Josh Lee is CTO of VirtuIT, based in Nanuet, NY, a Dell Platinum partner and also a Nutanix partner. He said Dell’s expanding optionality is a huge win for its customers.

“Dell has a proven track record of selling and supporting purpose-built HCI appliances,” he told CRN. “Dell now has those integrations with Microsoft and Red Hat with Azure Stack HCI, Broadcom with VXRail. That gives our customers at VirtuIT options on how they want to achieve their vision of multi- and hybrid cloud with the best-in-class hardware. We’re meeting with Dell leadership in our sales regions this week to discuss strategy and go-to-market for our mutual customer and prospects.”

And because it’s a storage deal, Schulke said, the XC Plus, as well as the Dell PowerFlex with Nutanix Cloud Foundations that will be released later this year, are eligible for incentives available through Partner First For Storage. That also means Dell’s internal sales reps will be promoting Nutanix offerings to their customers, prospects and the channel.

“Absolutely. 100 percent,” Schulke said. “We started taking orders for that last week. We’re actively working to enable and sell the XC Plus.”

Dell previously generated 40 percent of VMware’s revenue through several relationships under a five-year agreement. However, Dell ended that relationship two years earlier than planned in February of this year, citing Broadcom’s acquisition of VMware as the reason.

Ketan Shah, vice president of products at Nutanix, said Nutanix is ​​excited to reach Dell customers based in Round Rock, Texas.

“Dell obviously has a huge go-to-market resource and a strong channel,” he said. “If I’m holding back my enthusiasm, don’t be fooled. We’re very excited.”

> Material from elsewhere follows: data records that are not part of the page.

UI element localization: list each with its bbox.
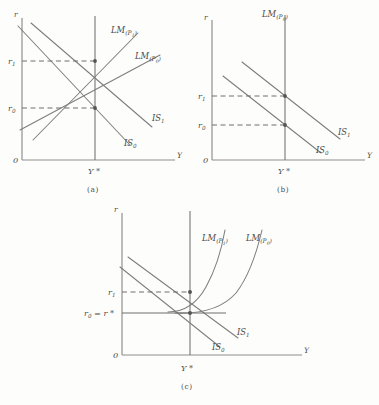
- panel-c-equilibrium-upper: [188, 290, 192, 294]
- panel-a-curve-lm-p1: [33, 33, 138, 140]
- panel-a-equilibrium-upper: [93, 59, 97, 63]
- panel-c-tick-ystar: Y *: [181, 363, 193, 373]
- panel-a: r Y 0 r1 r0 Y * LM(P1) LM(P0) IS1 IS0 (a…: [0, 0, 190, 200]
- panel-b-origin-label: 0: [203, 155, 208, 165]
- panel-c-tick-r0-rstar: r0 = r *: [84, 308, 114, 319]
- panel-b-tick-r1: r1: [198, 91, 205, 102]
- panel-c-tick-r1: r1: [108, 287, 115, 298]
- panel-b-caption: (b): [277, 185, 289, 194]
- panel-a-tick-r0: r0: [8, 103, 16, 114]
- panel-b-curve-is-1: [242, 62, 340, 139]
- panel-a-tick-r1: r1: [8, 56, 15, 67]
- panel-a-label-is-0: IS0: [123, 138, 137, 149]
- panel-a-label-lm-p1: LM(P1): [110, 25, 138, 38]
- panel-b-curve-is-0: [223, 76, 321, 153]
- panel-c-equilibrium-trap: [188, 311, 192, 315]
- panel-b-equilibrium-upper: [283, 94, 287, 98]
- panel-a-curve-is-1: [31, 23, 152, 127]
- panel-a-x-axis-label: Y: [177, 151, 183, 160]
- is-lm-figure: r Y 0 r1 r0 Y * LM(P1) LM(P0) IS1 IS0 (a…: [0, 0, 379, 405]
- panel-b-y-axis-label: r: [204, 13, 208, 22]
- panel-a-curve-is-0: [18, 26, 130, 145]
- panel-c-label-is-1: IS1: [236, 327, 250, 338]
- panel-a-curve-lm-p0: [20, 55, 160, 130]
- panel-a-caption: (a): [87, 185, 99, 194]
- panel-a-y-axis-label: r: [14, 10, 18, 19]
- panel-b-label-is-0: IS0: [315, 145, 329, 156]
- panel-c-curve-is-1: [128, 257, 238, 338]
- panel-b-tick-ystar: Y *: [278, 166, 290, 176]
- panel-a-origin-label: 0: [13, 155, 18, 165]
- panel-c-curve-is-0: [120, 267, 220, 347]
- panel-c-x-axis-label: Y: [304, 346, 310, 355]
- panel-a-label-is-1: IS1: [151, 113, 165, 124]
- panel-b-equilibrium-lower: [283, 123, 287, 127]
- panel-b-x-axis-label: Y: [367, 151, 373, 160]
- panel-c: r Y 0 r1 r0 = r * Y * LM(P1) LM(P0) IS1 …: [80, 195, 379, 405]
- panel-c-origin-label: 0: [113, 350, 118, 360]
- panel-c-caption: (c): [181, 382, 193, 391]
- panel-b-label-is-1: IS1: [337, 127, 351, 138]
- panel-b: r Y 0 r1 r0 Y * LM(P0) IS1 IS0 (b): [190, 0, 379, 200]
- panel-a-equilibrium-lower: [93, 106, 97, 110]
- panel-c-label-is-0: IS0: [211, 342, 225, 353]
- panel-b-tick-r0: r0: [198, 120, 206, 131]
- panel-c-y-axis-label: r: [114, 205, 118, 214]
- panel-a-tick-ystar: Y *: [88, 166, 100, 176]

In storage, according to the latest data from tracking firm IDC, Dell ranks first in enterprise external RAID storage with 24.8 percent. It is first in high-end RAID storage with 34.9 percent, mid-range RAID storage, also owned by Dell, with 25 percent. It was number one in storage software with 9.6 percent, first in converged systems with 53.1 percent, first in hyperconverged systems with 33 percent, first in backup appliances with 41.2 percent.

Schulke said that by partnering with PowerFlex, customers can scale compute and storage to meet demand and streamline DevOps with self-service and automation for virtual environments and containerized applications.

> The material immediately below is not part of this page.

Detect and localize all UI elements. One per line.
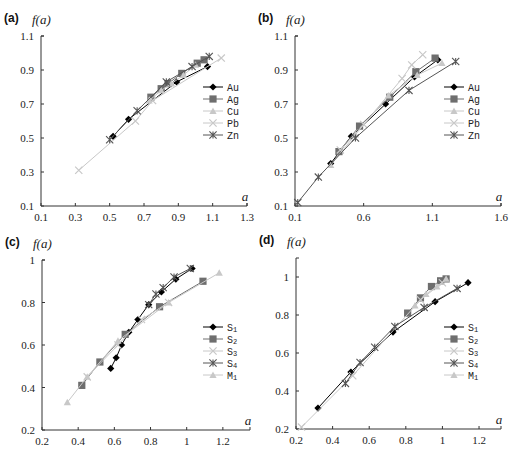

“We’re incredibly excited that of all the people Nutanix could partner with on an external storage product, we’ll be the first to do so with PowerFlex,” Shulke said.

Schulke said customers choose PowerFlex because of its scalable performance across all parameters, such as input/output operations per second (IOPs), throughput and latency. PowerFlex gets better as customers grow.

“So if you want more compute power for your application, you add more compute nodes,” Schulke told CRN. “If you want more capacity, you add more storage nodes. It’s very, very efficient. All of this happens in a framework that can provide extremely high levels of performance.”

Shah told CRN that the addition of PowerFlex to the Nutanix cloud platform is a response to demand from some of the largest enterprise customers and prospects who have been pushing for the solution in their environments.

“This is a big deal. This is the first of its kind. This is the first time Nutanix has supported external storage,” Shah said. “Customer choice was one of our key principles. It was anchored by some large customers and prospects who were asking for it.”